Speaking on ‘Financial Inclusion in Nigeria: The Journey So Far,’ Temitope Akin-Fadeyi, head, financial inclusion secretariat, Central Bank of Nigeria (CBN), mentioned some of the challenges to financial inclusion to include security, problem of economy and low literacy level among others.

Represented Joseph Ata, member of the financial inclusion department of the CBN, she said with the measures put in place, “we are going to get to 80 percent financial inclusion”.
The panellists at the panel session agree that the secret of the initiatives resides in the level of penetration and the best way to go about it is through technology.
Nigeria launched its own National Financial Inclusion Strategy (NFIS) in October 2012. The overarching objective of the strategy is to reduce the number of Nigerian adults without access to formal financial services to 20 percent by 2020 from the baseline figure of 46.3 percent in 2010.

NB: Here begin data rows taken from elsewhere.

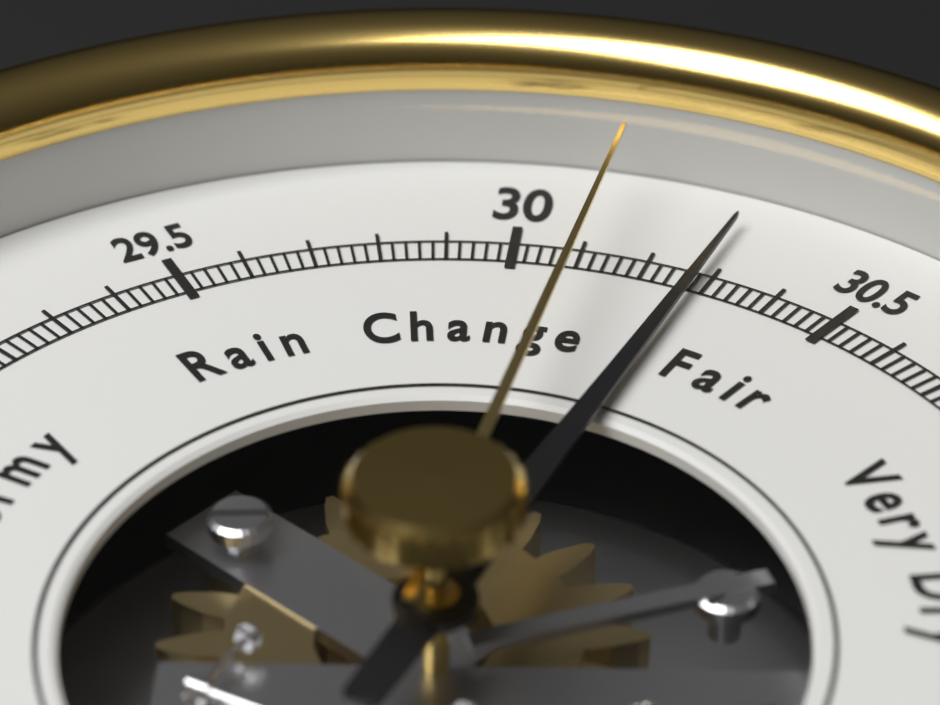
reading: 30.28 inHg
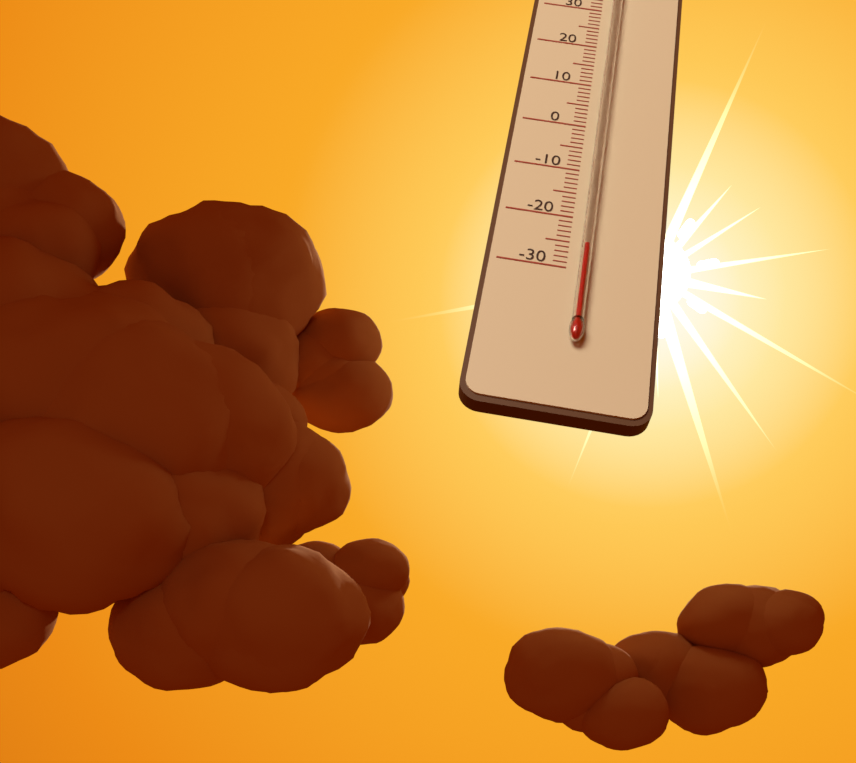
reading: -26 °C
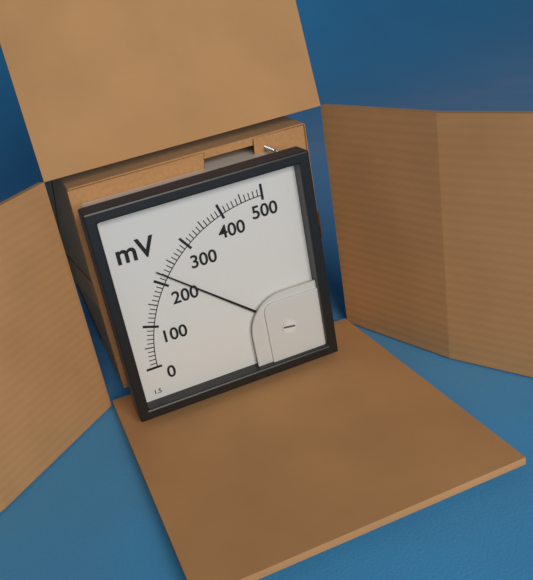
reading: 220 mV
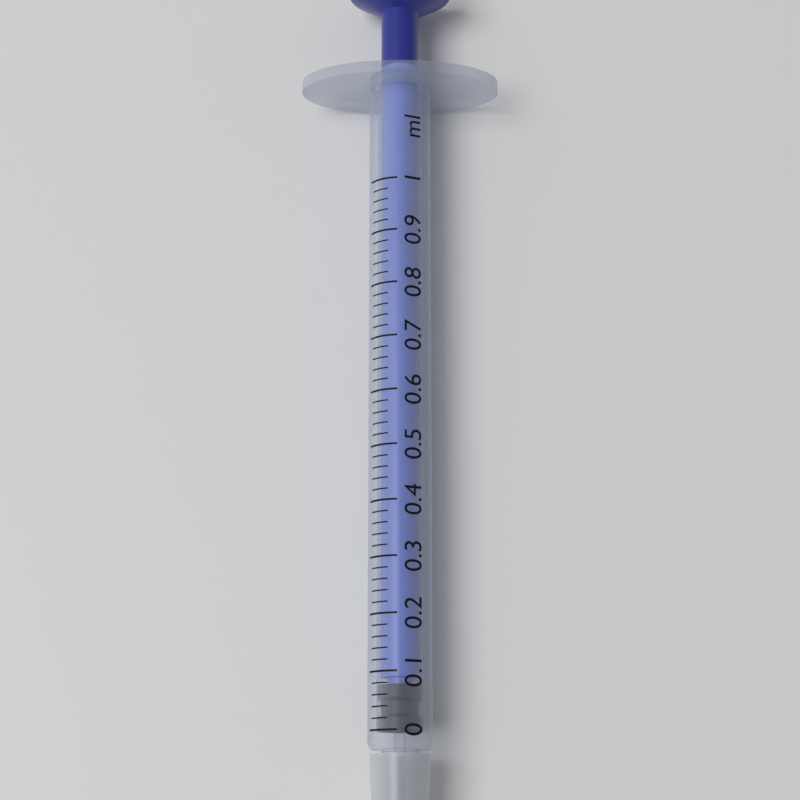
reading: 0.00 ml
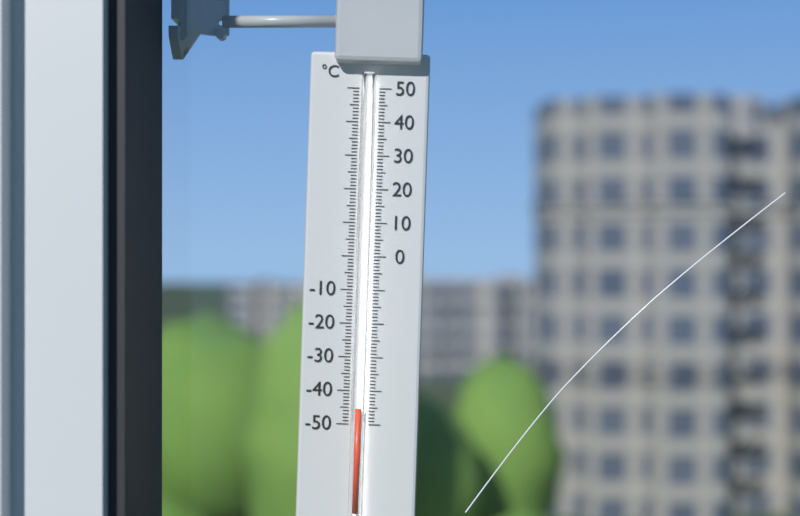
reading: -45 °C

Notwithstanding global progress, account ownership in Nigeria has plummeted by 4 percentage points to 40 percent in 2017 compared to 44 percent in the 2014 report. This trend is in tandem with the EFInA 2016 survey report on Access to finance, which shows that no interim target was achieved in 2016.
One of the major highlights of Financial Inclusion in 2017 is the reduction in the number of unbanked by 515 million globally according to data released by the World Bank. The World Bank Global Findex 2017 report showed that the total number of globally excluded has reduced from 2 billion based on the 2014 Global Findex data to 1.7 billion based on the 2017 data.